Theatre
Kind Stranger, Oran Mor, Glasgow
Mary Brennan, three stars
AS THE festive season draws nearer, the customary charity appeals start to hit home, featuring images of the stricken and needy who look to the kindness of strangers for succour. And it’s the open-ended humanity of altruistic giving that Matthew McVarish weaves into his play about one middle-aged man’s painfully acquired beginnings of self-knowledge.
Our ‘kind stranger’ – played by Tom Urie – has, for reasons that gradually filter into this monologue of memories and confessions, taken to hospital visiting. His self-imposed task is to read to patients who are in a coma, the hope being that the sound of a friendly voice – or maybe some episode from a favourite book – will trigger the person into responding, even recovering vitality. With no clues as to the identity of the unconscious man in the bed, Urie’s character opts to connect across the divide with cheery chat, incentivizing quotes from Churchill, Buddha, Shakespeare and Cher, along with fragments from Dickens’s Christmas Carol. But Urie’s upbeat approach soon fades as he dips into his own life issues as a gay man: love unexpectedly found, love nonetheless lasting across decades, love cruelly lost - and with it the will to live. As more information about the comatose man emerges, so too does a theme about who, or what, is a life-saving agent – perhaps the ‘kind stranger’ who intervenes just in time... McVarish and director Maggie Kinloch both allow Urie to go for the laughs that are really a coping mechanism, but as the plot-line cork-screws towards its conclusion, Urie feelingly draws together the ghosts that - as with Scrooge - have awakened his estranged inner being. Sometimes you have to be kind to yourself, as well as to others.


Set down each record below exactly as it stands. Pictures are not part of the copy.

#####

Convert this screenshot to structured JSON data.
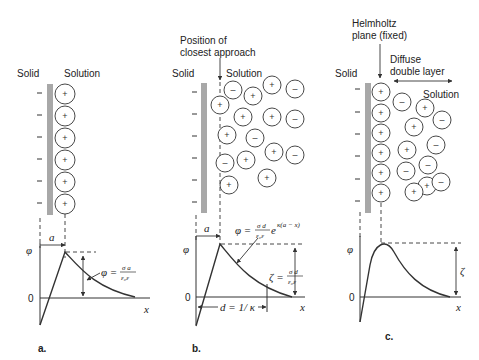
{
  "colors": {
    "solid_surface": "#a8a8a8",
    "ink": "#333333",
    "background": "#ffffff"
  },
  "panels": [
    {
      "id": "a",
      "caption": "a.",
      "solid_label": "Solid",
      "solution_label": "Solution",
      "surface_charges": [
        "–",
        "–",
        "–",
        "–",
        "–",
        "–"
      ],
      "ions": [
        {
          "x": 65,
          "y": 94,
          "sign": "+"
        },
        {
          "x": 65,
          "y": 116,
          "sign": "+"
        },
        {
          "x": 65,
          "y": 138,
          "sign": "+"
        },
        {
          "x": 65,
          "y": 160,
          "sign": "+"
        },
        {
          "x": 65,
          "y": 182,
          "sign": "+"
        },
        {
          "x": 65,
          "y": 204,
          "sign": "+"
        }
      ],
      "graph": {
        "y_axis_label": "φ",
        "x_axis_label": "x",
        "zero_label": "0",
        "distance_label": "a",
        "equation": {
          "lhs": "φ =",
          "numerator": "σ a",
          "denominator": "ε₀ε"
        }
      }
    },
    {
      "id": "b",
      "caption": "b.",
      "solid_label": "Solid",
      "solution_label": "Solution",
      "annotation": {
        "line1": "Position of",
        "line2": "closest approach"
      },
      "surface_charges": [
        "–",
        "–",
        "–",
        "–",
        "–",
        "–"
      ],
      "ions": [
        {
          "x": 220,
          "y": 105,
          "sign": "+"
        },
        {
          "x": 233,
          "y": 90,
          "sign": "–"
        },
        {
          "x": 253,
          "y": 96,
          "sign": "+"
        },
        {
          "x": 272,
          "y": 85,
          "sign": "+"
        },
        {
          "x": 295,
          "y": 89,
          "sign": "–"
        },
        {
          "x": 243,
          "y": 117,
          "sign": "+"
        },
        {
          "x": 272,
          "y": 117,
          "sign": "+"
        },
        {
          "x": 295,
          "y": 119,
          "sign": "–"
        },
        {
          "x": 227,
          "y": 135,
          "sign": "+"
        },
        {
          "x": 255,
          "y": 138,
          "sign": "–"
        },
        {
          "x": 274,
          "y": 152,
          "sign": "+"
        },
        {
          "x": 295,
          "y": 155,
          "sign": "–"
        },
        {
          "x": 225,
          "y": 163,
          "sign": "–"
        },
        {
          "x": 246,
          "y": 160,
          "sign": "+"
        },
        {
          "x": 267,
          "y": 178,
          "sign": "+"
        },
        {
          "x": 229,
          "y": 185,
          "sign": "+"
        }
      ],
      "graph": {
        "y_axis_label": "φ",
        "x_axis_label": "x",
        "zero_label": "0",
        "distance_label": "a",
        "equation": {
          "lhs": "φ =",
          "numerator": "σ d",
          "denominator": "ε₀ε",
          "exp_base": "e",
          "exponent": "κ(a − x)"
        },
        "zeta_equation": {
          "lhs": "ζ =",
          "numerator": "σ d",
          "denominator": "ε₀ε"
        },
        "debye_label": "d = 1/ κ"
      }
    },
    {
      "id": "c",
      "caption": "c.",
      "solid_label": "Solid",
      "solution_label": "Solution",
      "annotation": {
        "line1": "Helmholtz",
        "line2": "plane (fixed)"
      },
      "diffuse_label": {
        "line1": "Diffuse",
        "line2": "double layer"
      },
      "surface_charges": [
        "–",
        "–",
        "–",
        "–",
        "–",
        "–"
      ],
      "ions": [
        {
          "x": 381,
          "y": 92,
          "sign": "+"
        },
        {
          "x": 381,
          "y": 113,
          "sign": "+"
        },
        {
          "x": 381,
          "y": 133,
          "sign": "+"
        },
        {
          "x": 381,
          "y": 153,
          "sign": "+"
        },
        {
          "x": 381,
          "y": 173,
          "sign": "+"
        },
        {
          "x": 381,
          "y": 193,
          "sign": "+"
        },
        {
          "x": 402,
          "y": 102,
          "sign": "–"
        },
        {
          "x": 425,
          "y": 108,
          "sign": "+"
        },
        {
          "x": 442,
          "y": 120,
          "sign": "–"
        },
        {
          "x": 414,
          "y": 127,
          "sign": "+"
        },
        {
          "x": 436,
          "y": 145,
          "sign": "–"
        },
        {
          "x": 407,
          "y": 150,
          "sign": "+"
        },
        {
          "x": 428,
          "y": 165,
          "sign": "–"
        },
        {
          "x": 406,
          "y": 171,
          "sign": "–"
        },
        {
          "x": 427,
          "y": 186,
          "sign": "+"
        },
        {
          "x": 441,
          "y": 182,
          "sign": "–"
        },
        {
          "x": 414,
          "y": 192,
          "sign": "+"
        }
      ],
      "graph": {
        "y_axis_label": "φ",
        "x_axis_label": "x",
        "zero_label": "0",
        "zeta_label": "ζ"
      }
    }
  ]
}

#####

- TASK RESULT:
Convert this screenshot to structured JSON data.
{
  "colors": {
    "solid_surface": "#a8a8a8",
    "ink": "#333333",
    "background": "#ffffff"
  },
  "panels": [
    {
      "id": "a",
      "caption": "a.",
      "solid_label": "Solid",
      "solution_label": "Solution",
      "surface_charges": [
        "–",
        "–",
        "–",
        "–",
        "–",
        "–"
      ],
      "ions": [
        {
          "x": 65,
          "y": 94,
          "sign": "+"
        },
        {
          "x": 65,
          "y": 116,
          "sign": "+"
        },
        {
          "x": 65,
          "y": 138,
          "sign": "+"
        },
        {
          "x": 65,
          "y": 160,
          "sign": "+"
        },
        {
          "x": 65,
          "y": 182,
          "sign": "+"
        },
        {
          "x": 65,
          "y": 204,
          "sign": "+"
        }
      ],
      "graph": {
        "y_axis_label": "φ",
        "x_axis_label": "x",
        "zero_label": "0",
        "distance_label": "a",
        "equation": {
          "lhs": "φ =",
          "numerator": "σ a",
          "denominator": "ε₀ε"
        }
      }
    },
    {
      "id": "b",
      "caption": "b.",
      "solid_label": "Solid",
      "solution_label": "Solution",
      "annotation": {
        "line1": "Position of",
        "line2": "closest approach"
      },
      "surface_charges": [
        "–",
        "–",
        "–",
        "–",
        "–",
        "–"
      ],
      "ions": [
        {
          "x": 220,
          "y": 105,
          "sign": "+"
        },
        {
          "x": 233,
          "y": 90,
          "sign": "–"
        },
        {
          "x": 253,
          "y": 96,
          "sign": "+"
        },
        {
          "x": 272,
          "y": 85,
          "sign": "+"
        },
        {
          "x": 295,
          "y": 89,
          "sign": "–"
        },
        {
          "x": 243,
          "y": 117,
          "sign": "+"
        },
        {
          "x": 272,
          "y": 117,
          "sign": "+"
        },
        {
          "x": 295,
          "y": 119,
          "sign": "–"
        },
        {
          "x": 227,
          "y": 135,
          "sign": "+"
        },
        {
          "x": 255,
          "y": 138,
          "sign": "–"
        },
        {
          "x": 274,
          "y": 152,
          "sign": "+"
        },
        {
          "x": 295,
          "y": 155,
          "sign": "–"
        },
        {
          "x": 225,
          "y": 163,
          "sign": "–"
        },
        {
          "x": 246,
          "y": 160,
          "sign": "+"
        },
        {
          "x": 267,
          "y": 178,
          "sign": "+"
        },
        {
          "x": 229,
          "y": 185,
          "sign": "+"
        }
      ],
      "graph": {
        "y_axis_label": "φ",
        "x_axis_label": "x",
        "zero_label": "0",
        "distance_label": "a",
        "equation": {
          "lhs": "φ =",
          "numerator": "σ d",
          "denominator": "ε₀ε",
          "exp_base": "e",
          "exponent": "κ(a − x)"
        },
        "zeta_equation": {
          "lhs": "ζ =",
          "numerator": "σ d",
          "denominator": "ε₀ε"
        },
        "debye_label": "d = 1/ κ"
      }
    },
    {
      "id": "c",
      "caption": "c.",
      "solid_label": "Solid",
      "solution_label": "Solution",
      "annotation": {
        "line1": "Helmholtz",
        "line2": "plane (fixed)"
      },
      "diffuse_label": {
        "line1": "Diffuse",
        "line2": "double layer"
      },
      "surface_charges": [
        "–",
        "–",
        "–",
        "–",
        "–",
        "–"
      ],
      "ions": [
        {
          "x": 381,
          "y": 92,
          "sign": "+"
        },
        {
          "x": 381,
          "y": 113,
          "sign": "+"
        },
        {
          "x": 381,
          "y": 133,
          "sign": "+"
        },
        {
          "x": 381,
          "y": 153,
          "sign": "+"
        },
        {
          "x": 381,
          "y": 173,
          "sign": "+"
        },
        {
          "x": 381,
          "y": 193,
          "sign": "+"
        },
        {
          "x": 402,
          "y": 102,
          "sign": "–"
        },
        {
          "x": 425,
          "y": 108,
          "sign": "+"
        },
        {
          "x": 442,
          "y": 120,
          "sign": "–"
        },
        {
          "x": 414,
          "y": 127,
          "sign": "+"
        },
        {
          "x": 436,
          "y": 145,
          "sign": "–"
        },
        {
          "x": 407,
          "y": 150,
          "sign": "+"
        },
        {
          "x": 428,
          "y": 165,
          "sign": "–"
        },
        {
          "x": 406,
          "y": 171,
          "sign": "–"
        },
        {
          "x": 427,
          "y": 186,
          "sign": "+"
        },
        {
          "x": 441,
          "y": 182,
          "sign": "–"
        },
        {
          "x": 414,
          "y": 192,
          "sign": "+"
        }
      ],
      "graph": {
        "y_axis_label": "φ",
        "x_axis_label": "x",
        "zero_label": "0",
        "zeta_label": "ζ"
      }
    }
  ]
}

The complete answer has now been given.